Studio Gallery is honoured to present artist Shi Yiran's solo exhibition Trigger Memories. It is the artist's first show at Studio Gallery, featuring nine of her latest acrylic paintings on paper on panel which continue her visual language in recent years.
Shi was born in Inner Mongolia and grew up in Hangzhou, China. In 2019, she was in residence as a visiting scholar at the University of Pittsburgh, USA. Her continuing experience of living in a foreign land has led to a deeper understanding of human geography which influenced her work to gradually build up a unique painting language related to scenes, actions, and memories.
Indoor life scenes are depicted in all the exhibiting works based on the artist's daily living experiences mixed with fiction from film footage. The unordinary scene such as the strange landscape shown on the microwave, and a lizard on the office desk; those suspense film-like images is the most direct visual impression of Shi's work. Spiritual space is revealed through a physical ordinary environment depicted in the image; the layout of the furniture or the decorative objects can evoke the association of our daily lives and also can be seen as the aura leaked from the artist's spiritual world. The final artwork is a composite of multiple scenes from her extensive source library made up of daily shots. The artist transfers them with colour pencil on her daily journal filtering those space parts logically fit the painting in order to make the final result of a multi-dimensional effect between reality and illusion. The scene in the image is the most accessible bridge to communicate with the audience because our real life is constructed based on those scenes one after another. However, those scenes in Shi's work are neither a realistic portrayal of real life nor a surreal or dream-like depiction. Rather, it refers to the temporality created by the scene of what has passed and what will happen.
The tape has been used throughout Shi's working process. Like a filter or a sieve, the tape simplifies the depicted object, separating it from reality. Hard edges, gradient colours, and brush marks become the main attributes that form the object. It is the use of tape that makes such effects reasonable, intentionally or not, and transforms the action of "painting" into "making." From the pictures, we seem to see the objectivity clearly of mechanically produced objects such as telephones and glasses. Shi often starts painting from a specific part, which differs from the traditional way, closer to "hand making" a picture. Tape is used to create a shape or isolate an area, which enables unrestricted use of brush on the paper, and the brushstrokes seem more relaxing naturally. Each time of tape using objectively builds up a serial action, and the time lag here pauses the process of creating a complete and unified picture, rejecting an interpretation of the work simply from the image. We can easily associate with the artist's actions when looking at the unhidden traces caused by the removal of tapes.
Man is separated from the past (even from the past only a few seconds old) by two forces that go instantly to work and cooperate: the force of forgetting (which erases) and the force of memory (which transforms).
—Milan Kundera, The Curtain.
During the visit to Pittsburgh, USA, the colours used in Shi's paintings brightened up, inspired by that region's intense light. Cognitive change in the sense of human geography is meaningful, but the power of memorising and forgetting is fundamental to creating the picture. Shi's paintings unfold the construction site where the forces of memorizing and forgetting have worked together. That's why the images we gaze upon always seem realistic and illusory and why there is always a sense of immediacy of what has happened and what is about to happen. Through this exhibition, we would like to communicate with the audience about temporality as a concealed thread of Shi's work and how the scenes realised it.
Press release courtesy Studio Gallery.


◆ Work required
Copy out each line of the data that includes the string "Megabytes".

* * *

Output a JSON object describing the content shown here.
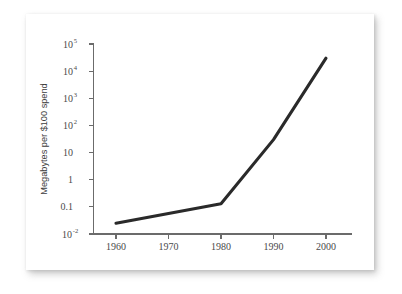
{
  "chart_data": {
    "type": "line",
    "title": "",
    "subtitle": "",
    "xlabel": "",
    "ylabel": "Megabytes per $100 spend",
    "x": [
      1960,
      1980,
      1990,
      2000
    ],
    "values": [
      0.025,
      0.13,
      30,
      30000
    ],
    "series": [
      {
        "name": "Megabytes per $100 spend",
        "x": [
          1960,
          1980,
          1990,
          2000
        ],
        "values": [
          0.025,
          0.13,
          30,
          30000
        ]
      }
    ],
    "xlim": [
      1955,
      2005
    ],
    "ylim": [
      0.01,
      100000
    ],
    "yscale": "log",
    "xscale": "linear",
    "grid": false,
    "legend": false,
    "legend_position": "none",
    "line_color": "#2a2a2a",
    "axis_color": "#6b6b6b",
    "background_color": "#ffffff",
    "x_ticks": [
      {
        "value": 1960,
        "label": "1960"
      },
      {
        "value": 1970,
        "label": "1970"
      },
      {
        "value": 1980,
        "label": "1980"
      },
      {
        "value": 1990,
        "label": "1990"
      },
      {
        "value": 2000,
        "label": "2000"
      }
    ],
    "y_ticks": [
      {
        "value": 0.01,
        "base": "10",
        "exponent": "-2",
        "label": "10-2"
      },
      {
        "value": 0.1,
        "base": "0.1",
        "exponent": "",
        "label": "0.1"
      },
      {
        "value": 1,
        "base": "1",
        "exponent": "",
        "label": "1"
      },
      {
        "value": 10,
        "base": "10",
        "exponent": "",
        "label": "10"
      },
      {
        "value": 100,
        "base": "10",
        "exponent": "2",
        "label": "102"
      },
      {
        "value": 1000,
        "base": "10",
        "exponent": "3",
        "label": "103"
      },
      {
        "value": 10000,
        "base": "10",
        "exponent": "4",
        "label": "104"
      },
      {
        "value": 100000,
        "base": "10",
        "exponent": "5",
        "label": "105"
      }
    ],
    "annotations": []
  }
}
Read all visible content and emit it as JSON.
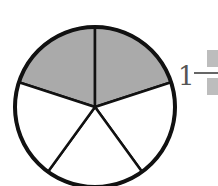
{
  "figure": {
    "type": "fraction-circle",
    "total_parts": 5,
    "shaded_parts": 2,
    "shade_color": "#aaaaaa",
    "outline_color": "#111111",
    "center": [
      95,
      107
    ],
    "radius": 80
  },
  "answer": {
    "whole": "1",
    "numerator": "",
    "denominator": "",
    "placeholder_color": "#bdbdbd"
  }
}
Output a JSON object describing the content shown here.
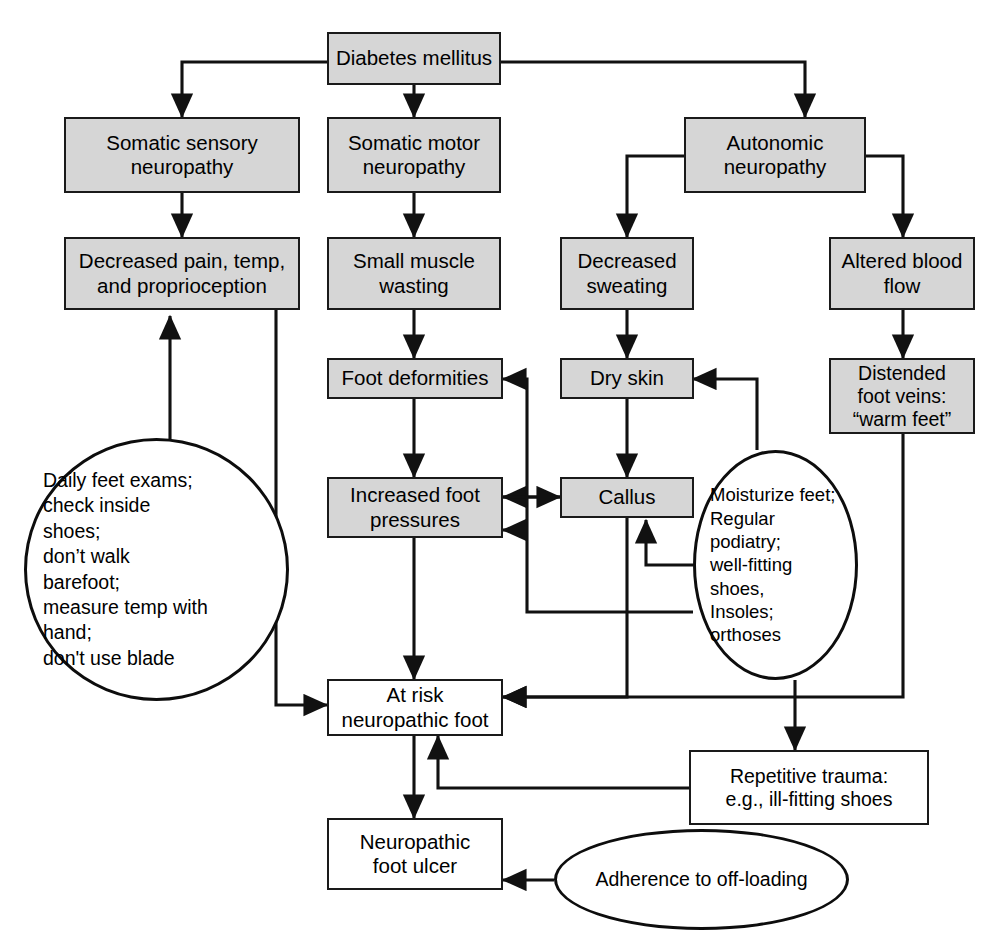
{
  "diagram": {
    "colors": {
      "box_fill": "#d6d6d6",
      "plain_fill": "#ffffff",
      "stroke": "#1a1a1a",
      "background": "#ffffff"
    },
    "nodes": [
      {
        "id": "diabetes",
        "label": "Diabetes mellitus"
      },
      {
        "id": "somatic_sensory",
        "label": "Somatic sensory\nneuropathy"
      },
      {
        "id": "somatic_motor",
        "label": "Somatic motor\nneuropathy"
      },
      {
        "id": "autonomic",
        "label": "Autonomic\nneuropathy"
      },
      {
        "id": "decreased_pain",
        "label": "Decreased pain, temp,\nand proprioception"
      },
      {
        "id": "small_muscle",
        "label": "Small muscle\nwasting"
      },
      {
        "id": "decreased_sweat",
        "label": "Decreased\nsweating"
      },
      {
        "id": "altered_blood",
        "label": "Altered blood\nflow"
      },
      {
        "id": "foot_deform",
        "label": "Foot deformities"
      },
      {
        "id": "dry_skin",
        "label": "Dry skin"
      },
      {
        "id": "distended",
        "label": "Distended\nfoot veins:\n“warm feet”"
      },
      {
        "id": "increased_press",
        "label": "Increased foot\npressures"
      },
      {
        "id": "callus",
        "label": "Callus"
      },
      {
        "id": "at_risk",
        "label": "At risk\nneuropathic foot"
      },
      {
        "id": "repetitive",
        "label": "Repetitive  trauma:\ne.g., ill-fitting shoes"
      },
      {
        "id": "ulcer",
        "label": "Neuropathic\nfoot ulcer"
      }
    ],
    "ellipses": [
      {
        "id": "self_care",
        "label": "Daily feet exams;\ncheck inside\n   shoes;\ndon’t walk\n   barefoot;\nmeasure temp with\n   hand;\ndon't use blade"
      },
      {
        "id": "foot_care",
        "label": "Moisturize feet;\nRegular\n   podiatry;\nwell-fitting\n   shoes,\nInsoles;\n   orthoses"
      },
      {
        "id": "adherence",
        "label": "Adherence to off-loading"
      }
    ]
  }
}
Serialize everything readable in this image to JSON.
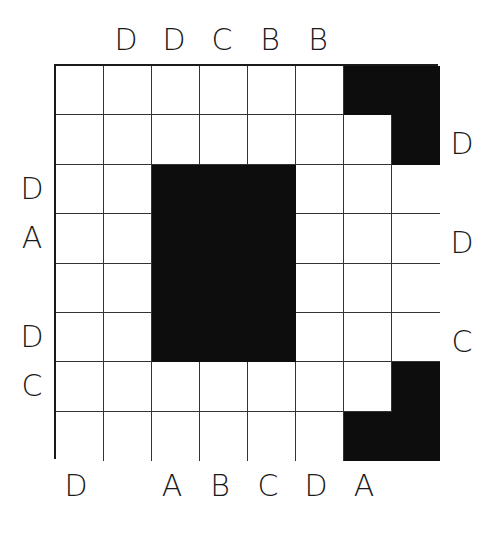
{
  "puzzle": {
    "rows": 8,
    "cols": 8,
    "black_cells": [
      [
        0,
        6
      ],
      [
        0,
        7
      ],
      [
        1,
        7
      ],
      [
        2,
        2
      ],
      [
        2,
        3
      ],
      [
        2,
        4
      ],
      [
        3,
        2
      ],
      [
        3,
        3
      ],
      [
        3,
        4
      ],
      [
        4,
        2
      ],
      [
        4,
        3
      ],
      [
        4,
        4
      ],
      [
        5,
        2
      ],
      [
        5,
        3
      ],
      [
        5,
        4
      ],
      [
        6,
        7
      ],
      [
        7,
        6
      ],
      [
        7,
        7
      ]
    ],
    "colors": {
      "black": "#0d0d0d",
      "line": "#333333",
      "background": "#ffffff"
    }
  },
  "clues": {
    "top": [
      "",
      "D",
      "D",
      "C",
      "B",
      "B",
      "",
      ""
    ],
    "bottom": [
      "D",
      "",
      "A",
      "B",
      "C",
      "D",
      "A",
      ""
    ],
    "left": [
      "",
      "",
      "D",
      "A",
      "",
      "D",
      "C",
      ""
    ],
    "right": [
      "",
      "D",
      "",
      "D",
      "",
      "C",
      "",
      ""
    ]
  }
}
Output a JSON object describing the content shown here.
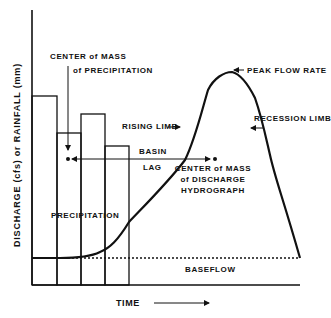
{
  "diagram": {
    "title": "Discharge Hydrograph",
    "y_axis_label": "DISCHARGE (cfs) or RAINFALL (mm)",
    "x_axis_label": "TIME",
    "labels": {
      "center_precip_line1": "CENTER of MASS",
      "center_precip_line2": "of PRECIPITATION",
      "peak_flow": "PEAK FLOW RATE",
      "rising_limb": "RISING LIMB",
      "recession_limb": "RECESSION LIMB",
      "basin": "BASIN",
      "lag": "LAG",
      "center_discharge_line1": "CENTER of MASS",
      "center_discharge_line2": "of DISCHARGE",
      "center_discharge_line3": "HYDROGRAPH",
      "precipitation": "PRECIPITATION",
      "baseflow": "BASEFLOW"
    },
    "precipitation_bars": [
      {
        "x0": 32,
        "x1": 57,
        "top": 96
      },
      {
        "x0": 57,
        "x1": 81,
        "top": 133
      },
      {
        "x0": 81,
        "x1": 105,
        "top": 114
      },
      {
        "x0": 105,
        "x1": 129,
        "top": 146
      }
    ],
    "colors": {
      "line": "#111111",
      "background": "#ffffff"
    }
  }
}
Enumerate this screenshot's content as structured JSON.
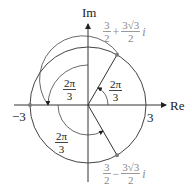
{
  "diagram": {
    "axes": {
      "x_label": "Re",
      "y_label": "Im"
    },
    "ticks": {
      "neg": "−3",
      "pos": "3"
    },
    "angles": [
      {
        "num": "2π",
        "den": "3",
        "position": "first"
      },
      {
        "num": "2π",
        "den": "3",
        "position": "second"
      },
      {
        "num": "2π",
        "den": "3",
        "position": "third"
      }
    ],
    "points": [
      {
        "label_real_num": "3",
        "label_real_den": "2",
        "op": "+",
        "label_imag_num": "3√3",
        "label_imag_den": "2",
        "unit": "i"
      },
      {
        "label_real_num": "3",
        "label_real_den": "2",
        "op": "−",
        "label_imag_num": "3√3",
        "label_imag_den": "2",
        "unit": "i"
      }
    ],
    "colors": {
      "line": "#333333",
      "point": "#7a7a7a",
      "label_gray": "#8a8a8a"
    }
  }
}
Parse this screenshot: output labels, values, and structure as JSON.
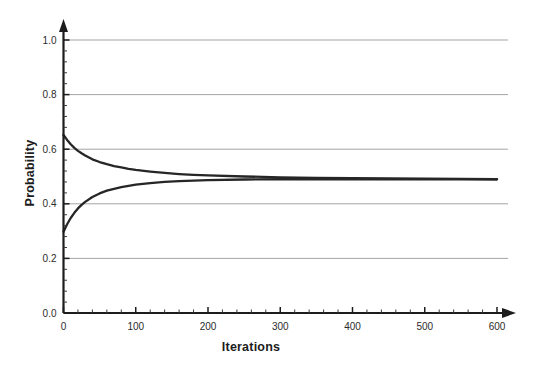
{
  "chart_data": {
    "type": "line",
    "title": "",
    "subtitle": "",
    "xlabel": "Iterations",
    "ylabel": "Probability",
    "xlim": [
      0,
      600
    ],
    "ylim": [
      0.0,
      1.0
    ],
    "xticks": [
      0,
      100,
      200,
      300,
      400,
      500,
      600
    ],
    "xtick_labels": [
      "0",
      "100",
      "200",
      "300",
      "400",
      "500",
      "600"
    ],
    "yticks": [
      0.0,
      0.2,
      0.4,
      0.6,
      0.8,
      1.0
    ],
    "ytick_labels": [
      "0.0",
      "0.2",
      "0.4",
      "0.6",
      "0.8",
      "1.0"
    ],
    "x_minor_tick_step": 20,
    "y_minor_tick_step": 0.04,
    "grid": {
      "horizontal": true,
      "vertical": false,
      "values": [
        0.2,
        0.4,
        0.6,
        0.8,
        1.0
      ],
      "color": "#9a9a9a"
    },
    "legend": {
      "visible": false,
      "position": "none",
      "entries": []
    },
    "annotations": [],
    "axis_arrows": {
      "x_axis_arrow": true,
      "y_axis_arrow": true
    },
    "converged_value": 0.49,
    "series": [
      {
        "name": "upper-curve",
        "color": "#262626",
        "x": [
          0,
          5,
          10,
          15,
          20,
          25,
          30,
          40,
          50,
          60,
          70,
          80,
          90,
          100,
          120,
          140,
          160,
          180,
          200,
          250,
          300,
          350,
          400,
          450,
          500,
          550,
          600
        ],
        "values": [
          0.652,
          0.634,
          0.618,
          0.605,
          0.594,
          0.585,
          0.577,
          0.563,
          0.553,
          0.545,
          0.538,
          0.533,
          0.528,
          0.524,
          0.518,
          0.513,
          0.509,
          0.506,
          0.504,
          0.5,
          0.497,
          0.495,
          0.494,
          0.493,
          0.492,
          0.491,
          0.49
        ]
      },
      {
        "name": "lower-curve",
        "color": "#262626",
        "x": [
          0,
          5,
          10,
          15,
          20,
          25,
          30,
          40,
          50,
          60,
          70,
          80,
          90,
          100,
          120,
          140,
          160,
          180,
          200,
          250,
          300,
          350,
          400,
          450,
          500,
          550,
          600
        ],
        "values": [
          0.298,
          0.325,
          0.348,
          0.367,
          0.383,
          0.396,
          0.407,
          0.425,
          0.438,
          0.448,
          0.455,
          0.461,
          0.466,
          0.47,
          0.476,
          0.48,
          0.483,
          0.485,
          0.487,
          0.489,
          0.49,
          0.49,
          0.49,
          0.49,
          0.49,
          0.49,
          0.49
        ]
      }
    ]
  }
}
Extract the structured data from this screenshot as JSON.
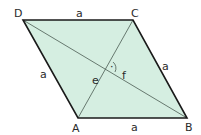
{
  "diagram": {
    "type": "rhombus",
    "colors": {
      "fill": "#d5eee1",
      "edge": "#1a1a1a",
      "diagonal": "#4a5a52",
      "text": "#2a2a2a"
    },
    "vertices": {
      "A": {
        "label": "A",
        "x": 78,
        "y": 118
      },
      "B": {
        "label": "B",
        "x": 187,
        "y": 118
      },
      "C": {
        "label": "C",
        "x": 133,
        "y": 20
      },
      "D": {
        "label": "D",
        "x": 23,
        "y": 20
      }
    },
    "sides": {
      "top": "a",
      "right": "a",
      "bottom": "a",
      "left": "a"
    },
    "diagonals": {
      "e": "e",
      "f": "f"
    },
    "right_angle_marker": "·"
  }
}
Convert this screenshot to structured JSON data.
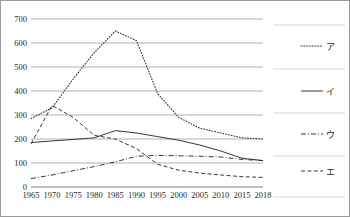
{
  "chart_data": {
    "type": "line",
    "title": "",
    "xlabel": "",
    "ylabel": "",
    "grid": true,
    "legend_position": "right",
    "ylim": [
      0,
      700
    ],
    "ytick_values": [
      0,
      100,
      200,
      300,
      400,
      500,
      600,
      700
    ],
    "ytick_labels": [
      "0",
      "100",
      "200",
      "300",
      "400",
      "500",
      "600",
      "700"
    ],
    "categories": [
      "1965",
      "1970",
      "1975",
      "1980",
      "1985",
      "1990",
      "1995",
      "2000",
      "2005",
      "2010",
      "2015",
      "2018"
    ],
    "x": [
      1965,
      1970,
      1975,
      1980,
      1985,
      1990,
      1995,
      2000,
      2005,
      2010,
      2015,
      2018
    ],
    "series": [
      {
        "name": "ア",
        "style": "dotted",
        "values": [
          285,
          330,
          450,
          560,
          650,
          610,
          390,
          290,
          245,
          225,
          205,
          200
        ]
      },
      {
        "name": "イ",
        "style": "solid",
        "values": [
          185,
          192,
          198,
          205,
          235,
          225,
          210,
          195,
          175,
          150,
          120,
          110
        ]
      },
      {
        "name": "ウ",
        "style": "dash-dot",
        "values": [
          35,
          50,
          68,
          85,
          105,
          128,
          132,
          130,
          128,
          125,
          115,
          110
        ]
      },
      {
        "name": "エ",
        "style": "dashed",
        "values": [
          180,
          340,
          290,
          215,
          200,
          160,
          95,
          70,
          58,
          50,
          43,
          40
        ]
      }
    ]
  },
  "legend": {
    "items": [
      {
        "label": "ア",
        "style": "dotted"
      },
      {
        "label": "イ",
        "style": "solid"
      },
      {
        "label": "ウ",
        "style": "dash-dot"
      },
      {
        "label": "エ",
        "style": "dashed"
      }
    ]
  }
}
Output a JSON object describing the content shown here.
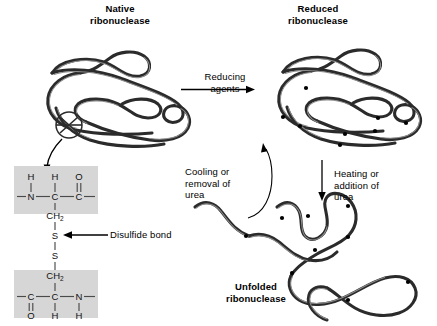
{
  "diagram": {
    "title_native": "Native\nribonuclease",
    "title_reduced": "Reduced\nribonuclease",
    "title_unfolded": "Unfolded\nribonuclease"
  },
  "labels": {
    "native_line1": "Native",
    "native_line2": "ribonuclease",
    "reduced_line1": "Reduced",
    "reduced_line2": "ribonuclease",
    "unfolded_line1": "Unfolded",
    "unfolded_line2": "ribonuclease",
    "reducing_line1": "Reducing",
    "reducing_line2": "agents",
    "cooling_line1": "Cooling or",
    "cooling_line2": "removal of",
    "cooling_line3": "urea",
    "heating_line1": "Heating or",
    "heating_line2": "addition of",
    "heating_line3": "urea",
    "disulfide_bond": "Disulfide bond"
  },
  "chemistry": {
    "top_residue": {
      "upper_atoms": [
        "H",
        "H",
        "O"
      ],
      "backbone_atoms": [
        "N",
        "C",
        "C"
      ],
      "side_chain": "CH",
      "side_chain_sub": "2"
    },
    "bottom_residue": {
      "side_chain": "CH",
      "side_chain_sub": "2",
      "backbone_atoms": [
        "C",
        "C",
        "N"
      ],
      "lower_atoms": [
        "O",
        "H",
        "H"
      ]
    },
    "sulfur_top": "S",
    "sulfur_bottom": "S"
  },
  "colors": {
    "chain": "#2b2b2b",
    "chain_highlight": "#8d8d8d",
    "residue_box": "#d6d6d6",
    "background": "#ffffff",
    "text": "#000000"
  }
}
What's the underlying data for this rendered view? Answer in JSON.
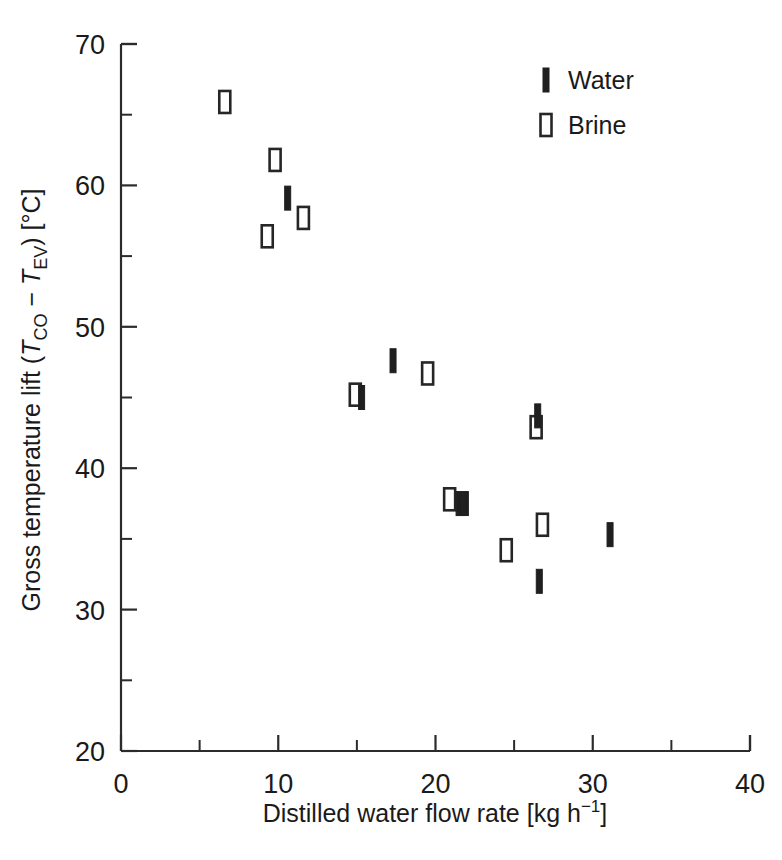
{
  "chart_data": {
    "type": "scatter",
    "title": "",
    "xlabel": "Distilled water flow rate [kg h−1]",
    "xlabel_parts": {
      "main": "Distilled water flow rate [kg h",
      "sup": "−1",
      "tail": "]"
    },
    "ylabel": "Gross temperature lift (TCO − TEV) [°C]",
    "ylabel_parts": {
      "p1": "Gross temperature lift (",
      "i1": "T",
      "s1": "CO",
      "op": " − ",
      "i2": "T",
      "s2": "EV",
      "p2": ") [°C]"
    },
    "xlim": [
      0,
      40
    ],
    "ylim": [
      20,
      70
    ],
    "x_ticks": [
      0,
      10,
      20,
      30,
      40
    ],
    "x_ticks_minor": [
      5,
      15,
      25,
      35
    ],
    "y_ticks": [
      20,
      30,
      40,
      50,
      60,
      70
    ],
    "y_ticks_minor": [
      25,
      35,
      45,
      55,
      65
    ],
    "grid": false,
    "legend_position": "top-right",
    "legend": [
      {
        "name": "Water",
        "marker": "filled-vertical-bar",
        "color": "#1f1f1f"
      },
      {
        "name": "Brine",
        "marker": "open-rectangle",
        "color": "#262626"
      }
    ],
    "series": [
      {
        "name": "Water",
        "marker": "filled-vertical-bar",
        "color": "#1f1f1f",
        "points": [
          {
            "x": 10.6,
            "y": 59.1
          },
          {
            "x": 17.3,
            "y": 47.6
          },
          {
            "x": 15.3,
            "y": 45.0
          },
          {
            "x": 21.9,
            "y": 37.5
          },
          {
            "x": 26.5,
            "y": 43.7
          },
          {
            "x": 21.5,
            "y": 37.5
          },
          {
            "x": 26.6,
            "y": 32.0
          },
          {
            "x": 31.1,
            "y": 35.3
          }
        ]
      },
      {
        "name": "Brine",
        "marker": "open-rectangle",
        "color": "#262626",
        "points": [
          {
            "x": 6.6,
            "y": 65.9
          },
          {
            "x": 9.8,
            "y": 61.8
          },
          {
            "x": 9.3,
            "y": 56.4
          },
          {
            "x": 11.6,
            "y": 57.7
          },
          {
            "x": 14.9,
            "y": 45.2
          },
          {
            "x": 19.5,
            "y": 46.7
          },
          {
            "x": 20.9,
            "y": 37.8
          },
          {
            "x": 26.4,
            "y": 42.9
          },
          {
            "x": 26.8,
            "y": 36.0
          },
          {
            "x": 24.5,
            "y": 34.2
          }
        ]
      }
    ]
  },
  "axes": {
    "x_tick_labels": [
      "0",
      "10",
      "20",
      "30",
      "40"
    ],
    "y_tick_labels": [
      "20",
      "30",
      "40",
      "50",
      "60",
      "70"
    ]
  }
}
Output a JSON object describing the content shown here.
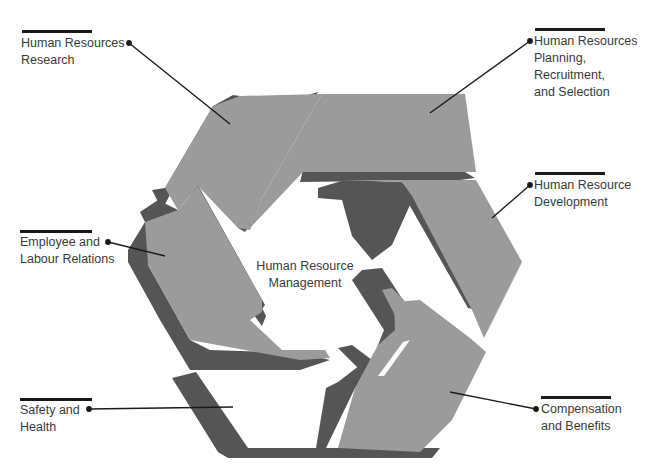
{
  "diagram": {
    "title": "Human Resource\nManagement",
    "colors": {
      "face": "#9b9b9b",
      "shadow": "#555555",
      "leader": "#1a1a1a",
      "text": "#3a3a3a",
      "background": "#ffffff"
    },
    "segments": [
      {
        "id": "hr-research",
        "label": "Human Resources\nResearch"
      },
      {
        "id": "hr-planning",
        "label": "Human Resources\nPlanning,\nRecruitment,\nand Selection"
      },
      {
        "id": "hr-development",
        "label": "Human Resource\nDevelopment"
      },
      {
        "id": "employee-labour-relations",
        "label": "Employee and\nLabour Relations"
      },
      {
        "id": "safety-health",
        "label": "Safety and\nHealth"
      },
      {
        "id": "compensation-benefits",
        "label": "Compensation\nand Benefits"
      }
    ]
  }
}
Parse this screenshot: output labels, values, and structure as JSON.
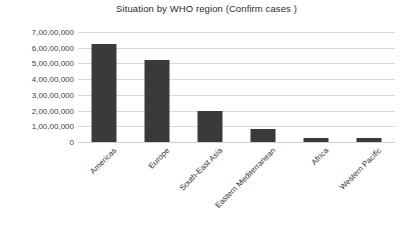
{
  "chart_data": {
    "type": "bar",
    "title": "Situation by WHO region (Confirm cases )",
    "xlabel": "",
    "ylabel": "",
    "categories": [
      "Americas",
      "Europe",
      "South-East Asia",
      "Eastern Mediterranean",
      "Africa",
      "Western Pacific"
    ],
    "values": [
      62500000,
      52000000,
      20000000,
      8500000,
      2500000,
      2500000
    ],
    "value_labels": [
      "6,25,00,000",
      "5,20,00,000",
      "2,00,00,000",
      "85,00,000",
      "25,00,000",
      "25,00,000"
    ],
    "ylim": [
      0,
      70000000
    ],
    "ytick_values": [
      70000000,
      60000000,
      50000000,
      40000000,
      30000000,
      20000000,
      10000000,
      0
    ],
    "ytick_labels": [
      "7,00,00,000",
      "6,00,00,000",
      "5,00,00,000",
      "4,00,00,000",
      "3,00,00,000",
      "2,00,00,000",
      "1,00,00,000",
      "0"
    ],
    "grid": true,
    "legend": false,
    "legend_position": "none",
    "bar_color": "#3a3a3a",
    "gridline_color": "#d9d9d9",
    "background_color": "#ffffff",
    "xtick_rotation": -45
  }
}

* * *

◆ Response to this task
    "ylabel": "Megabytes per $100 spend",
        "name": "Megabytes per $100 spend",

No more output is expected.